PETER LINDBERG - BEAUTY PROMOTIONAL WITHOUT RETOUSH
The legendary photographer of the fashion industry was born on November 23, 1944 in the Polish city of Leszno. Soon after the birth of the child, the family moved to…

Continue reading →

HOW TO PHOTOGRAPHY STILL LIFE. SIMPLE METHODS
You do not need to treat still life photography as a real problem, because you do not understand where to start work. This genre is definitely worth mastering, because it…

Continue reading →

Sit down
 Sit down, meditate and watch Photographing flowers is a good reason to meditate. Try to find a place away from people (if possible), sit down and relax. Do not immediately…

Continue reading →

Photography and art

The value of photography as a chemical way of accurately capturing any visual objects is truly enormous in modern cultural life. Neither science is infinitely large – astronomy or astrophysics, nor any science infinitely small can do now without this wonderful eye, without photographic records that serve as translators between the still mysterious world of nature for us and our knowledge.
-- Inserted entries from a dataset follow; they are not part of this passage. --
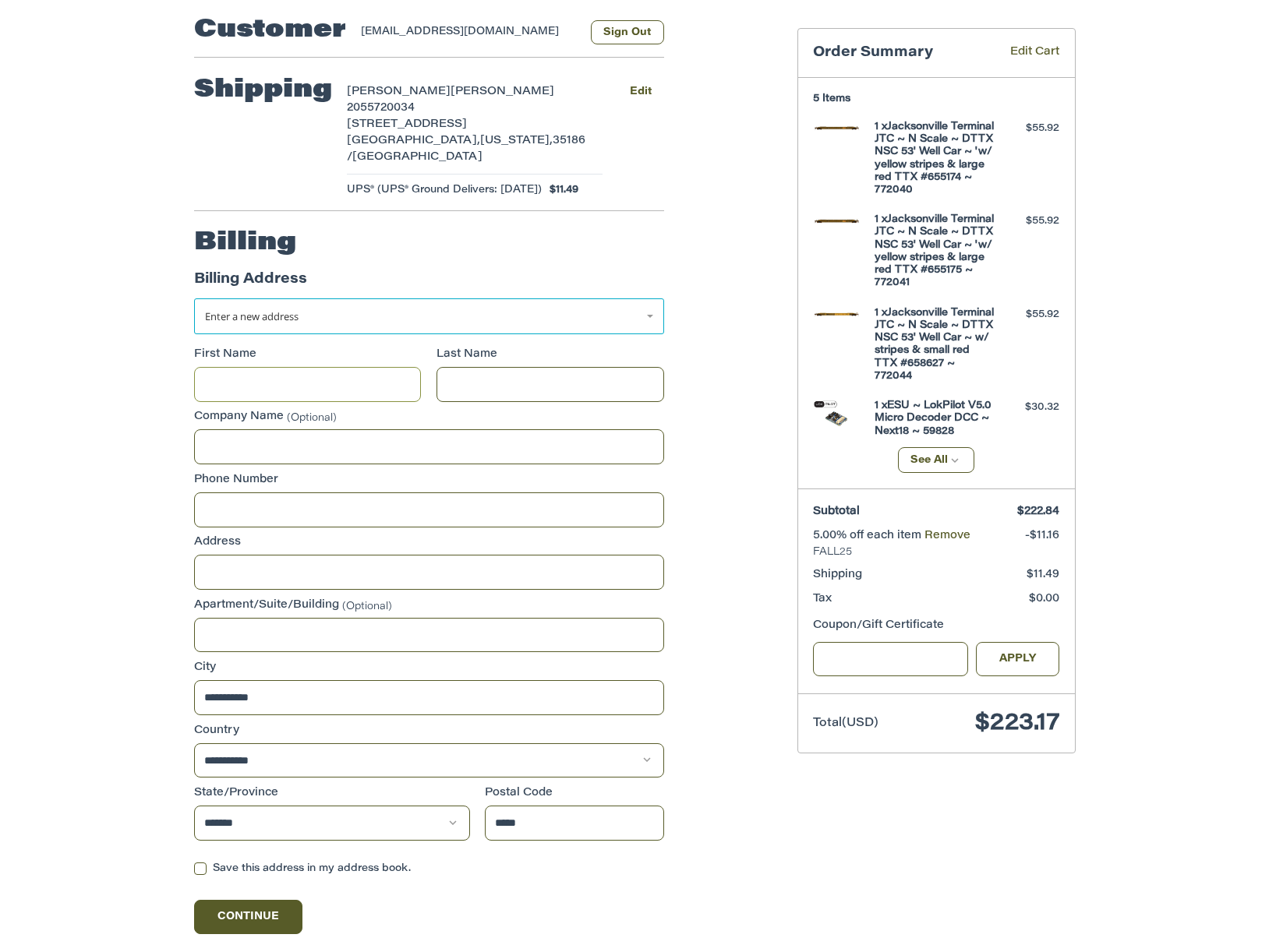 The width and height of the screenshot is (1269, 952). I want to click on span: Subtotal, so click(837, 512).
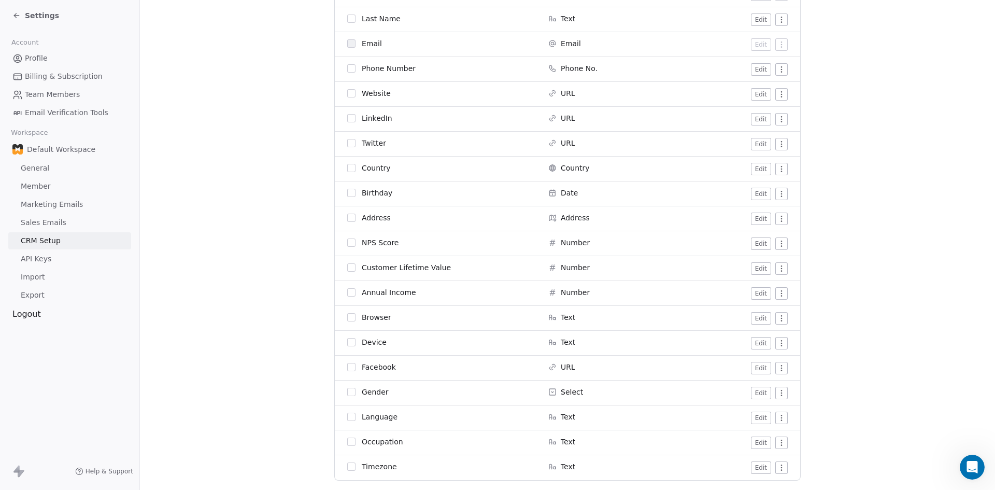 The image size is (995, 490). I want to click on a: API Keys, so click(69, 259).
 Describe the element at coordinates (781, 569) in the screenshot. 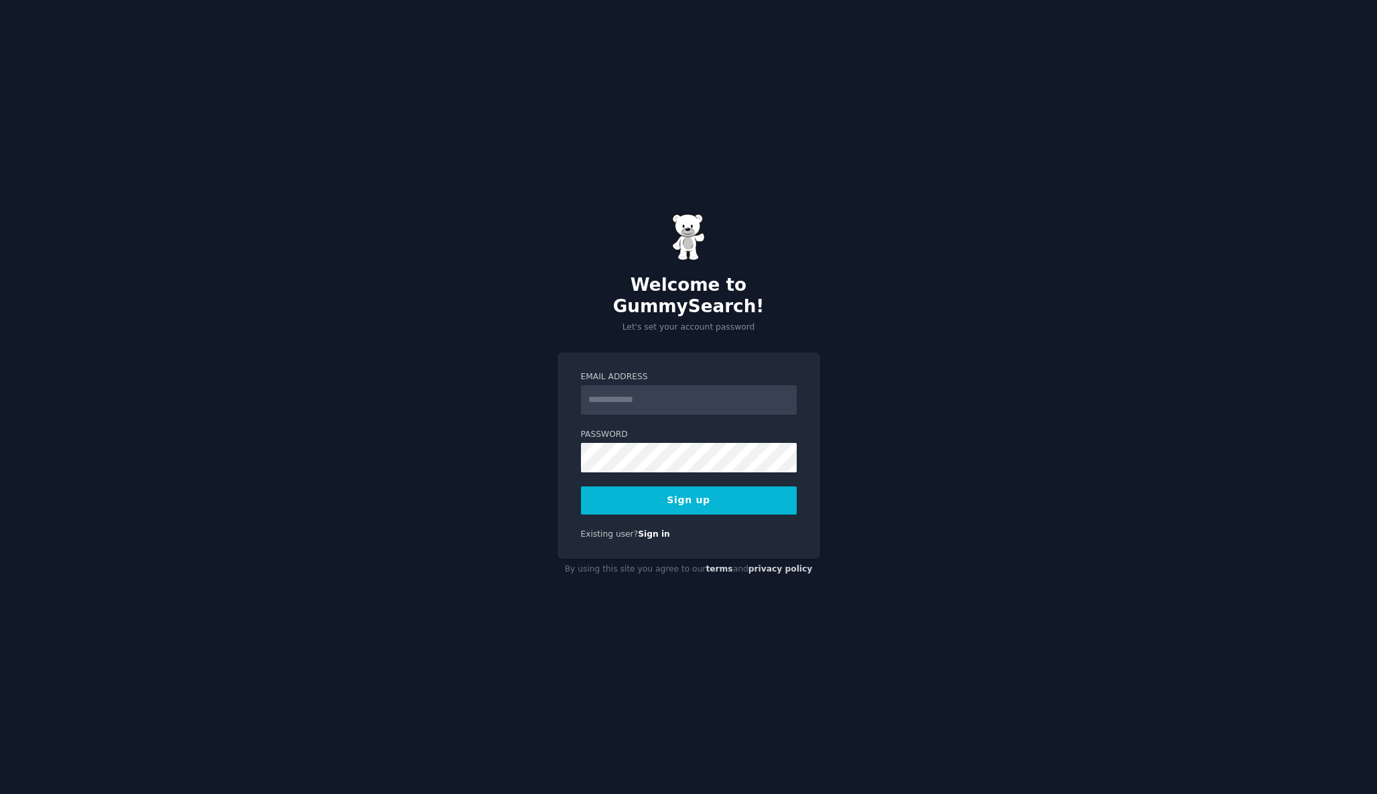

I see `a: privacy policy` at that location.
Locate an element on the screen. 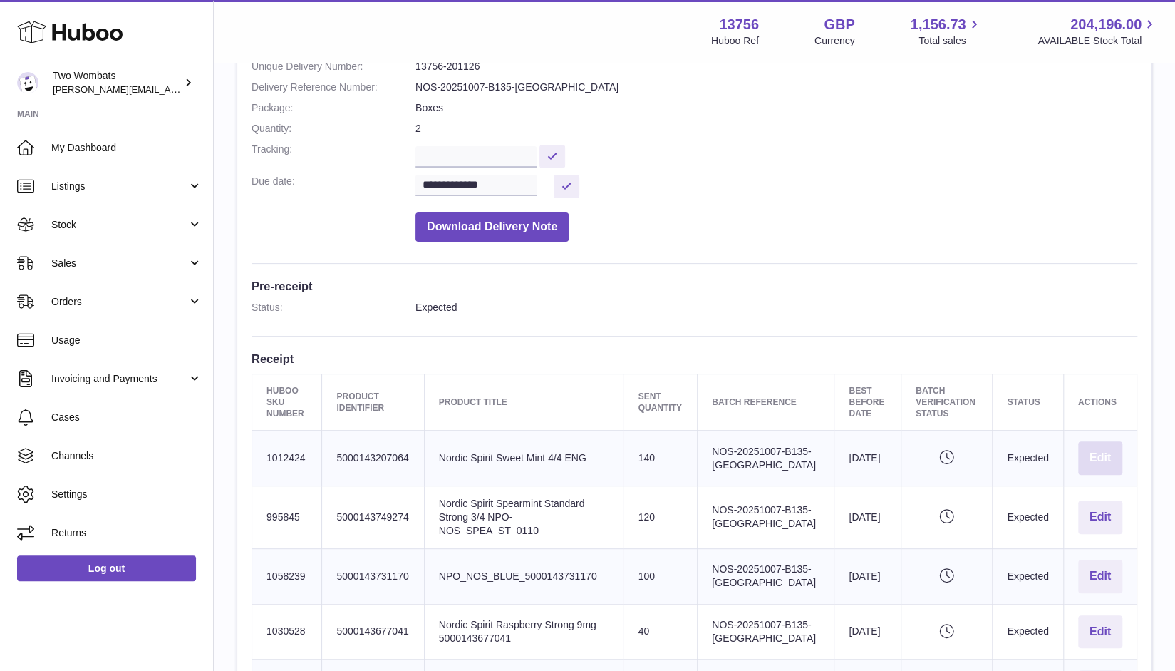 The width and height of the screenshot is (1175, 671). th: Huboo SKU Number is located at coordinates (287, 402).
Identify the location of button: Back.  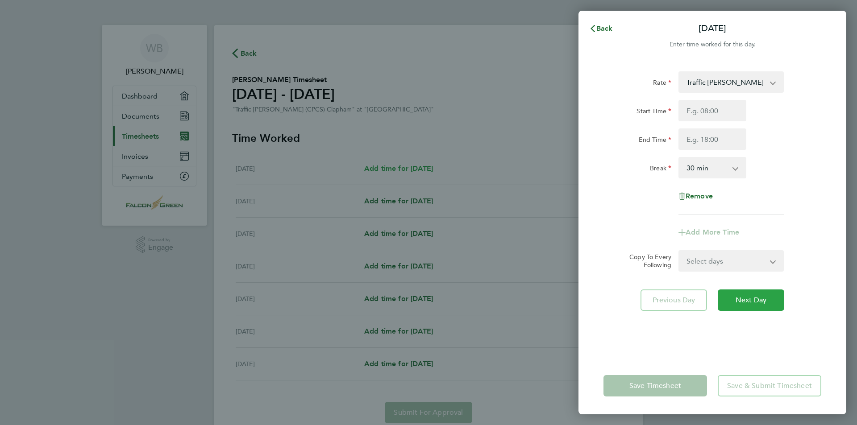
(601, 29).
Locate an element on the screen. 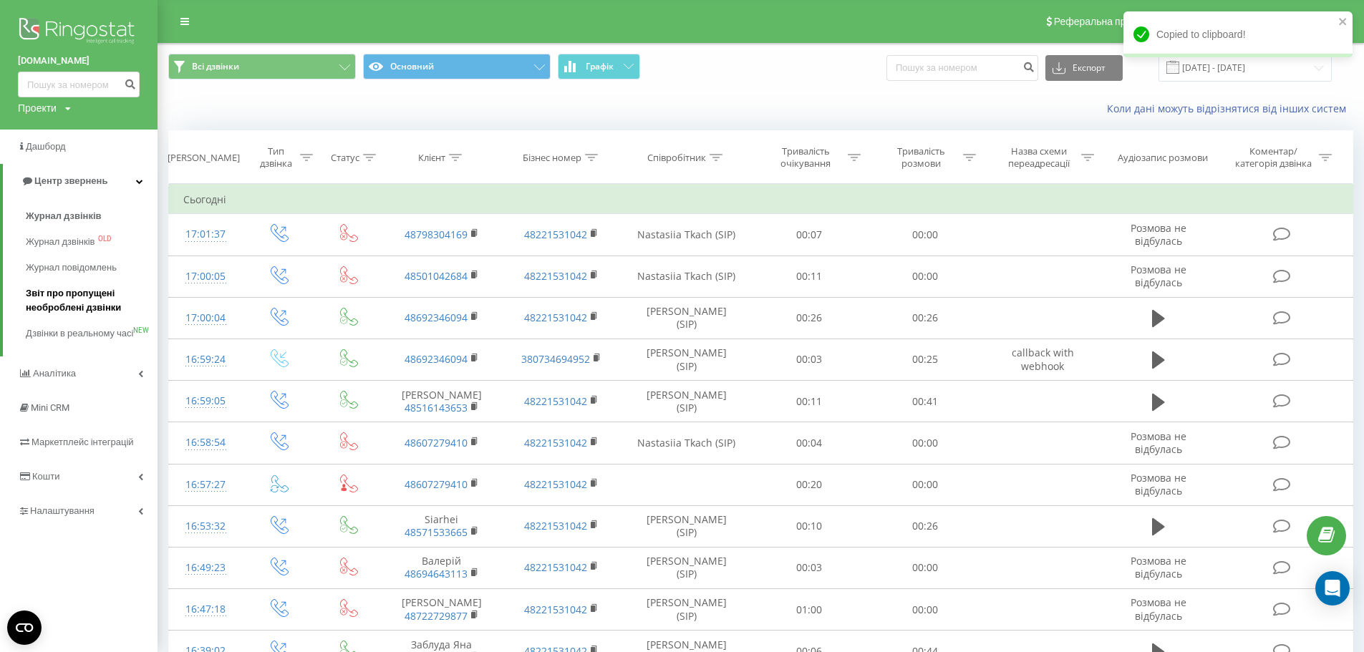  button: Всі дзвінки is located at coordinates (262, 67).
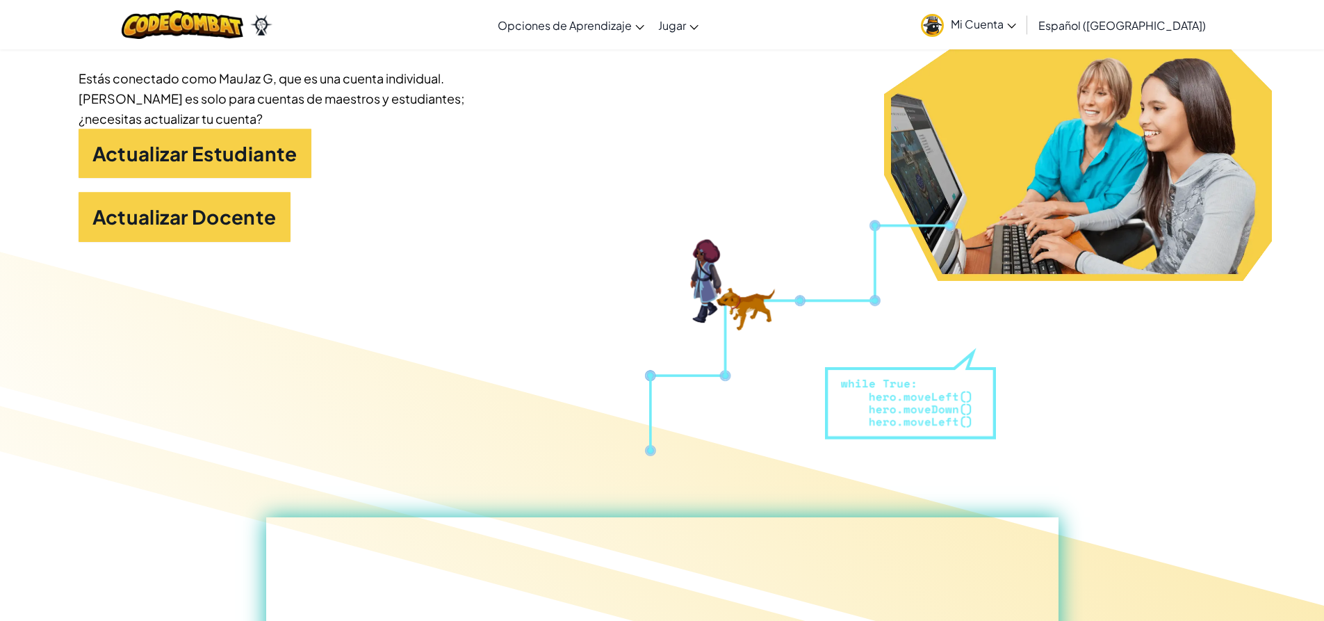  Describe the element at coordinates (182, 24) in the screenshot. I see `a: CodeCombat logo` at that location.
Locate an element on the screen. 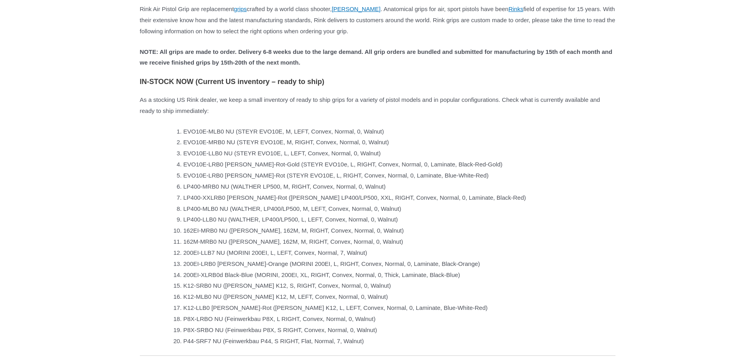  li: EVO10E-MRB0 NU (STEYR EVO10E, M, RIGHT, Convex, Normal, 0, Walnut) is located at coordinates (400, 142).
In everyday life, photography is intertwined with our experiences, as every photographic card on the desk, every family album speaks of. The amateur photographic apparatus became the companion of a huge number of people, making fresh memories of any journey, of any events of their own life, making each a kind of artist, accustoming to collect interesting objects, interesting points of view and interesting lighting for their photographic perpetuation. Photography poured into illustrated magazines and even newspapers, and this incredibly widened the human eye, which has now become an observer of world life. But photography gained even more unheard of power when it took hold of the movement and unfolded regally in the field of cinema. Now a photograph flies thousands of kilometers instantly, like a written and sounding word. If the telegraph, telephone and radio give us a nearly comprehensive ear, then the current photograph gives us a nearly comprehensive eye.

But is photography an art?

Already speaking of photographic amateurism, I partly touched on this subject.

A ridiculous prejudice emanates from the reasoning of persons who say that photography is a pure technique and therefore does not include elements of art; as if in general any kind of art outside the elements of technology is possible! Of course, a technique that does not involve any participation of human choice and creativity is not art at all, but is that photography? Yes, the eyes and hand play no less a role in it than in drawing or painting, but nevertheless, light painting allows a huge and even dominant participation of man. Let us pose the following question: is the realistic reproduction of the phenomena surrounding us generally related to art?

At first glance, this question seems ridiculous. At one time, Aristotle believed that art itself consists in imitating nature; 1 then we learned to understand what cannot be considered art, but only as a focus, an exact imitation of nature, trying to illusionistly deceive the viewer. We learned that, on the basis of natural phenomena, man creatively combines them, passes them through the “prism of his temperament,” as one of the greatest representatives of realism – Zola, 2 said concentrates the impressions of nature and thus thickens life, and thereby [ art] is becoming an important social factor. All this we know, and all this makes the question of the possibility of realistic art as if completely idle.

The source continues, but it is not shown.